Great Books: First Bite: How We Learn To Eat, by Bee Wilson

Bread pudding
Bread pudding – a childhood favorite, but also reflective of foods commonly given young children. (Photo mine, February 2016)

“To anticipate pleasure in the next meal – something that can take up the greater part of the day, in my experience – is always a form of memory. And each mouthful recalls other mouthfuls you’ve eaten in the past. It stands to reason, therefore, that the flavor patterns in our brains are highly dependent on all the things we’ve tasted in the past, especially during childhood.” (Wilson 2015, 51)

The acclaimed British food writer Bee Wilson came out with a fascinating new book this past December: First Bite: How We Learn To Eat. In it, Wilson examines how memory, childhood eating habits, food practices we learn from our parents, culture, and taste all combine to create our dietary habits and preferences. Why is someone who is picky at five picky at fifty? How is it that children can be taught to like new foods? How do our dietary habits and culturally determined desires affect the healthiness of our food choices? And if – as Wilson amply proves – likes and dislikes in food are not nature, but nurture, what can we do? Wilson explores various ways that not only show how food choices can – slowly and steadily – be changed, but also how these ideas about food even evolve in the first place.

The book is structured in eight chapters, roughly topical: “Likes and Dislikes,” “Memory,” “Children’s Food,” “Feeding,” “Brothers and Sisters,” “Hunger,” “Disorder,” and “Change.” In each, Wilson shows how food culture and habits and the way children are raised with food affect everything from eating disorders – the idea that only boys should like certain foods, for example – to how the mass marketing of children’s food has led to a global convergence around a taste combination of salt, sugar, and fat. Wilson provides a rather stunning overview.

The book is also delightfully written and flows like a conversation – or, more aptly, like a sauce! I read almost the entire volume on a five-hour train journey, and could not put it down.

My favorite sections were the first two – on what we like and how we remember it. As a diaspora nerd, I always find the question of memory particularly vexing and beautiful at the same time: is our nostalgia a “colonization of the present” by what we want, or is it a reaching into the past to make sense of the present and tie it to place and culture? In the Jewish context, how does remembered childhood memories of food – kneidlach, corn pashtida, or quince jam – determine what other foods we like, or how we envision home? (Beyond the obvious “that is where kneidlach are eaten.”) And how does our approach to Jewish food relate to what we ate in early childhood? Wilson notes that many of our tastes are determined between the ages of four and eight months, and some tastes through the third year of life. So, for example, the fact that I liked to bite into lemons as a little child (true story) might be why I’m rather fond of both dishes with citrus (in many forms) and sour food more generally. This is maybe why American babka is that sweet, or why the sour taste of schav might fail to capture the mind of someone whose earliest nourishment outside breast milk was sweetened infant formula. Wilson’s work provides a path to explore all these points.

The book isn’t perfect – I think Wilson could have done a better job of addressing class and income, and how both significantly affect the ability one has to change what one eats. In addition, the way gender is addressed is a bit underwhelming – especially given how us queer folks have very complicated relationships with food and gender. But First Bite is definitely worth a read, it’s incredibly informative, and I think many of the points can spur interesting discussions. To add a Jewish angle to this whole thing – after all, this is a Jewish food blog – I thought of two questions that I’d like to mull over, inspired by this book’s chapter on Memory:

  1. For those of us who started keeping kosher later in life, how does memory play a role in addressing the various challenges that are presented by, say, avoiding a food one used to like? Does the advent of “kosher bacon” and imitation shrimp stem from curiosity, or a desire to restore – within the framework of halakhafoods once beloved?
  2. If so many food tastes are learned in early childhood, what happens to reviving certain Jewish food traditions? It is interesting to think about how an adult’s revulsion to or love for p’tcha or schav upon first taste is in part determined by what he might have consumed at the age of two or three. What are the bounds of revival? How do these early tastes change how we cook Jewish food as adults? Is my taste for sour food in part due to my toddler-hood love for biting into lemons?

Wilson, Bee. First Bite: How We Learn To Eat. New York, Basic: 2015.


- _Aim of the exercise_: List all the lines in these records that hold "Submit".

- _Recorded data_:
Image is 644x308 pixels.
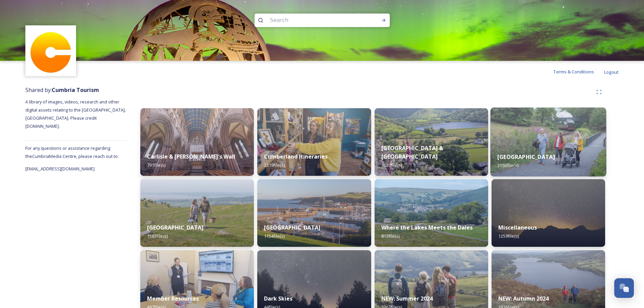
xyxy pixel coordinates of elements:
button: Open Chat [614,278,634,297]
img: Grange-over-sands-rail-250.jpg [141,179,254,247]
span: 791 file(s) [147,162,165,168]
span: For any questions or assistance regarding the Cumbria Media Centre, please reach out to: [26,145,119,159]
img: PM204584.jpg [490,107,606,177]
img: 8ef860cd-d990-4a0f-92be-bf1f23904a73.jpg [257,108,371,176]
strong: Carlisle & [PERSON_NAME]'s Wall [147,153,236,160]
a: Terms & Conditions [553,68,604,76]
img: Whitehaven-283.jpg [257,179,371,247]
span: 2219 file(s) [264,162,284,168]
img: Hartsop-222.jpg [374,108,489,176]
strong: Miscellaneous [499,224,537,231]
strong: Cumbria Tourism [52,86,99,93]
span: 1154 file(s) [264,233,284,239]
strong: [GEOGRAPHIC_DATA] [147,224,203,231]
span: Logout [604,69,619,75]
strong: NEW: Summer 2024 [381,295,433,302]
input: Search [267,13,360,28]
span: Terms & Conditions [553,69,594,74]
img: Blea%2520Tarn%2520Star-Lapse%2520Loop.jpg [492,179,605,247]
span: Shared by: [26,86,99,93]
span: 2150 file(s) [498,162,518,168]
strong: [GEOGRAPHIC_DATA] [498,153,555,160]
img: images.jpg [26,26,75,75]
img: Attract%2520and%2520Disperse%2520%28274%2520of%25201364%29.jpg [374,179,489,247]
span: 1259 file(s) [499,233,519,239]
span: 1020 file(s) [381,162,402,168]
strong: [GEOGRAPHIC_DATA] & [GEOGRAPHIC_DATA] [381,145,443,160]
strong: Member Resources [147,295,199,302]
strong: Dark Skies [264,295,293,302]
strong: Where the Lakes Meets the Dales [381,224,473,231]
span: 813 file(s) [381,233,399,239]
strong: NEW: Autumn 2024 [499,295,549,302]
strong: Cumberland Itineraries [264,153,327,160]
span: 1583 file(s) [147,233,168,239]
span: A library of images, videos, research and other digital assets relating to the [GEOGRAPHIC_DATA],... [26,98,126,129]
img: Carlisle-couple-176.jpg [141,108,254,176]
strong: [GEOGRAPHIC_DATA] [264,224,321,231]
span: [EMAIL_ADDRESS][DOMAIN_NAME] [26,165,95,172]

...

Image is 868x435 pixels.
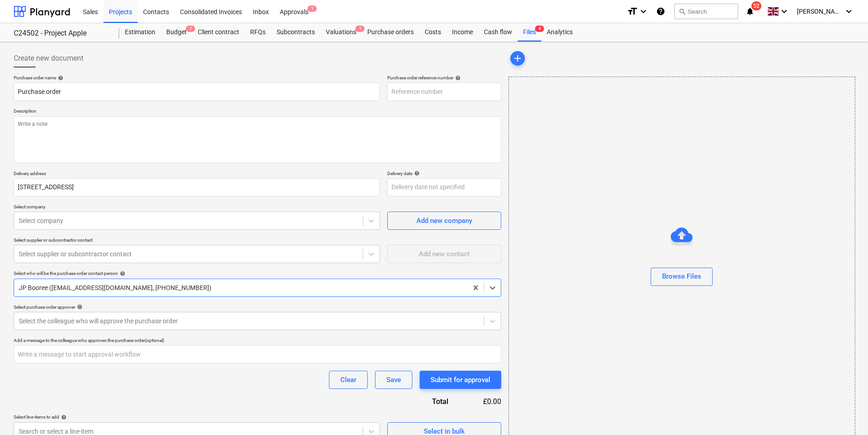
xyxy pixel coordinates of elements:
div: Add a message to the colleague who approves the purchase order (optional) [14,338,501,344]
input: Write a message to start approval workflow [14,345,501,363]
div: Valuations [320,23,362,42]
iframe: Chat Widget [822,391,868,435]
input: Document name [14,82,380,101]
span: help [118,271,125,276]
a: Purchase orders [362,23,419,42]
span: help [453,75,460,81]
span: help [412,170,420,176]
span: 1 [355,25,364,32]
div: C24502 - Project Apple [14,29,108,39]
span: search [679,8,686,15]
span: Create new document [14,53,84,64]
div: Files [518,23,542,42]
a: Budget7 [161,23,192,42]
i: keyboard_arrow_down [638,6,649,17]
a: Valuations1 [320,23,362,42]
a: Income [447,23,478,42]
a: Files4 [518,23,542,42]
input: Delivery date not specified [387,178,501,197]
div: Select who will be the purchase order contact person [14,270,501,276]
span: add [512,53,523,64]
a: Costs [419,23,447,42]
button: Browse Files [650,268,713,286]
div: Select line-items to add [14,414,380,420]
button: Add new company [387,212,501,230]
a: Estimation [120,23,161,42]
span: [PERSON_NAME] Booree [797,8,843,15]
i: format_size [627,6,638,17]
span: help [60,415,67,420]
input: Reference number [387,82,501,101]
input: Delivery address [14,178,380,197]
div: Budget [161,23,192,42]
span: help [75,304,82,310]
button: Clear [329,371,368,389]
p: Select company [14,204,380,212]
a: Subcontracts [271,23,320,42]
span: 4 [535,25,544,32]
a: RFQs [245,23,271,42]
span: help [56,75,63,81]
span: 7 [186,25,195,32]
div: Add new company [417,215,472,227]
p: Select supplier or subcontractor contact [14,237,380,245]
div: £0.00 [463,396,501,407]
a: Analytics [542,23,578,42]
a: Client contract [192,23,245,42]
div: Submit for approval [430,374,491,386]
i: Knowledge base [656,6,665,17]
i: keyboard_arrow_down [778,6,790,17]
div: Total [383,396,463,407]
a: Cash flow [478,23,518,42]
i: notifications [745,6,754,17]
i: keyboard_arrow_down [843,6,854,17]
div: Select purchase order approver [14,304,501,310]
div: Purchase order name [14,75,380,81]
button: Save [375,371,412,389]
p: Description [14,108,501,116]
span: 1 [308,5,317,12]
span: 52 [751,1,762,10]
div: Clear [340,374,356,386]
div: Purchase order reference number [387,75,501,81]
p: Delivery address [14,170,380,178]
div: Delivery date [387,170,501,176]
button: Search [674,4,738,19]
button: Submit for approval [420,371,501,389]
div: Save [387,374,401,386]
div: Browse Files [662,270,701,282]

* * *

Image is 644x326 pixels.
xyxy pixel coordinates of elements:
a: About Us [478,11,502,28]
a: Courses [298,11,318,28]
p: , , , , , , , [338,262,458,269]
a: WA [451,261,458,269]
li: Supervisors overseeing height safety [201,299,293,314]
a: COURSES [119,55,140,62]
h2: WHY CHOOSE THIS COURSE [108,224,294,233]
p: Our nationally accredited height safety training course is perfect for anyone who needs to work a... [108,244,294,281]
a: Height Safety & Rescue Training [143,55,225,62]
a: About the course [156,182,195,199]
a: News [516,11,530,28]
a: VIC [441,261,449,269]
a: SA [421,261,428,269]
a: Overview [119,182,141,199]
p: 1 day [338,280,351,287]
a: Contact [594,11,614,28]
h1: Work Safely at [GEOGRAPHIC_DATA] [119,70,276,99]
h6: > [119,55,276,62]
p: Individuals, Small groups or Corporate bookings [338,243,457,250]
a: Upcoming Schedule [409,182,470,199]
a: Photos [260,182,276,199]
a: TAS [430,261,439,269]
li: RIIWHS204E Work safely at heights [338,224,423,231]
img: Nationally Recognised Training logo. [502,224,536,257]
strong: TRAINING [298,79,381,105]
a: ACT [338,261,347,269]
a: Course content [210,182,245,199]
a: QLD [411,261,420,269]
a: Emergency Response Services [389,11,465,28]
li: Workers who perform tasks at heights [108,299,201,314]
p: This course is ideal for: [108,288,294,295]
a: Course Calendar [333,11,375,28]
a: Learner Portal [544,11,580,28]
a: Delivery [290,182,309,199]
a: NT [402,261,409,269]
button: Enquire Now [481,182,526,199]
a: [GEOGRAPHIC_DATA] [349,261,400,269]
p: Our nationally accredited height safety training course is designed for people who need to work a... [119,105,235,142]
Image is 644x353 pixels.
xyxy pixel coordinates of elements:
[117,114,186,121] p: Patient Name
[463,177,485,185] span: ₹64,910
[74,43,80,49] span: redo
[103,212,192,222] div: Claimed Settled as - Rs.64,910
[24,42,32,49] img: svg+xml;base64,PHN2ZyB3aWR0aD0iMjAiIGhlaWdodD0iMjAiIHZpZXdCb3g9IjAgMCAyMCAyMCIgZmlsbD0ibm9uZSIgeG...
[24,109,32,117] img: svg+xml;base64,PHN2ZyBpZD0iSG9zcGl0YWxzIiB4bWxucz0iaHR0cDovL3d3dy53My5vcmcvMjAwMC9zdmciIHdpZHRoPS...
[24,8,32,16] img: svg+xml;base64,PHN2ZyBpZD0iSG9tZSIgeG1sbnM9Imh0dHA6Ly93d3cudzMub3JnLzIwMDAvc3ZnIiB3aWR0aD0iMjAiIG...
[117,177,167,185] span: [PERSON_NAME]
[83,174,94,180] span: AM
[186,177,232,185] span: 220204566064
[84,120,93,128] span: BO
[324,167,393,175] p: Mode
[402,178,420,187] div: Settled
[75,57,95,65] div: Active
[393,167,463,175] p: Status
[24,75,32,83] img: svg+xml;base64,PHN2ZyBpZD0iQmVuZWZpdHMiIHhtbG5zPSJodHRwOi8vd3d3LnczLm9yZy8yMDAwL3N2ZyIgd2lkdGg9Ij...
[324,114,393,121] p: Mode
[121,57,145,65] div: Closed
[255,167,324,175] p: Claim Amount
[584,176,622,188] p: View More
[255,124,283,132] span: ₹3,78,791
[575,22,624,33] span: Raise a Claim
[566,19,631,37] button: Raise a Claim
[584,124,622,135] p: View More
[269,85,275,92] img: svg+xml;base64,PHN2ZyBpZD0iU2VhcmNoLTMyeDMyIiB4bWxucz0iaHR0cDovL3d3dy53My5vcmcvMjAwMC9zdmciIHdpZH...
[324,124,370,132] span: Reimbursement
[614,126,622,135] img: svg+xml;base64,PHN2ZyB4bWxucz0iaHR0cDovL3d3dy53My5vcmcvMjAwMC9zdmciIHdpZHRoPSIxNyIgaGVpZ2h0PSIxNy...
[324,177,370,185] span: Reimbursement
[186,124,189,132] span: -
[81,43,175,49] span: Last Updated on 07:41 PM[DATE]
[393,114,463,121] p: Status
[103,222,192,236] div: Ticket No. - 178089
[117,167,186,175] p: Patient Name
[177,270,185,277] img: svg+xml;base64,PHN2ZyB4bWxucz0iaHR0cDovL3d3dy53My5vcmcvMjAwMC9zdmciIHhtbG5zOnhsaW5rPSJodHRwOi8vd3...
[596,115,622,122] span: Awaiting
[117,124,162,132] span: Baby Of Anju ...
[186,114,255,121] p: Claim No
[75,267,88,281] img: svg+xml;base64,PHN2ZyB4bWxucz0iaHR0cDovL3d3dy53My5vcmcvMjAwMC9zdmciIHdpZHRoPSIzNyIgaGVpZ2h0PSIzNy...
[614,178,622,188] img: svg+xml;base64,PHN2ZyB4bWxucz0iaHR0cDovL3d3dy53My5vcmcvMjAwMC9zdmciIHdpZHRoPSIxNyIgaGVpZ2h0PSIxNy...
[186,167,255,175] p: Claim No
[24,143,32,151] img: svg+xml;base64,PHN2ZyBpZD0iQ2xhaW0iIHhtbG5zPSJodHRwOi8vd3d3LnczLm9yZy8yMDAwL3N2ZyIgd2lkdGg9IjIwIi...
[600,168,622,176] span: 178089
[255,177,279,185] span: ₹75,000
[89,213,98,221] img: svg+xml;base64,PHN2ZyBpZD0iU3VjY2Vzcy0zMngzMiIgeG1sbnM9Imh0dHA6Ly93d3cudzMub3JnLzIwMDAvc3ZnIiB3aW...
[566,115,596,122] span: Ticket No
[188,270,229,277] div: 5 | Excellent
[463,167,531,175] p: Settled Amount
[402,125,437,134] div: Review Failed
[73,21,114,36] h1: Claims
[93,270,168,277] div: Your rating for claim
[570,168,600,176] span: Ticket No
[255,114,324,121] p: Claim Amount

- _Your response_:
div: Submit for approval [430,374,491,386]
button: Submit for approval [420,371,501,389]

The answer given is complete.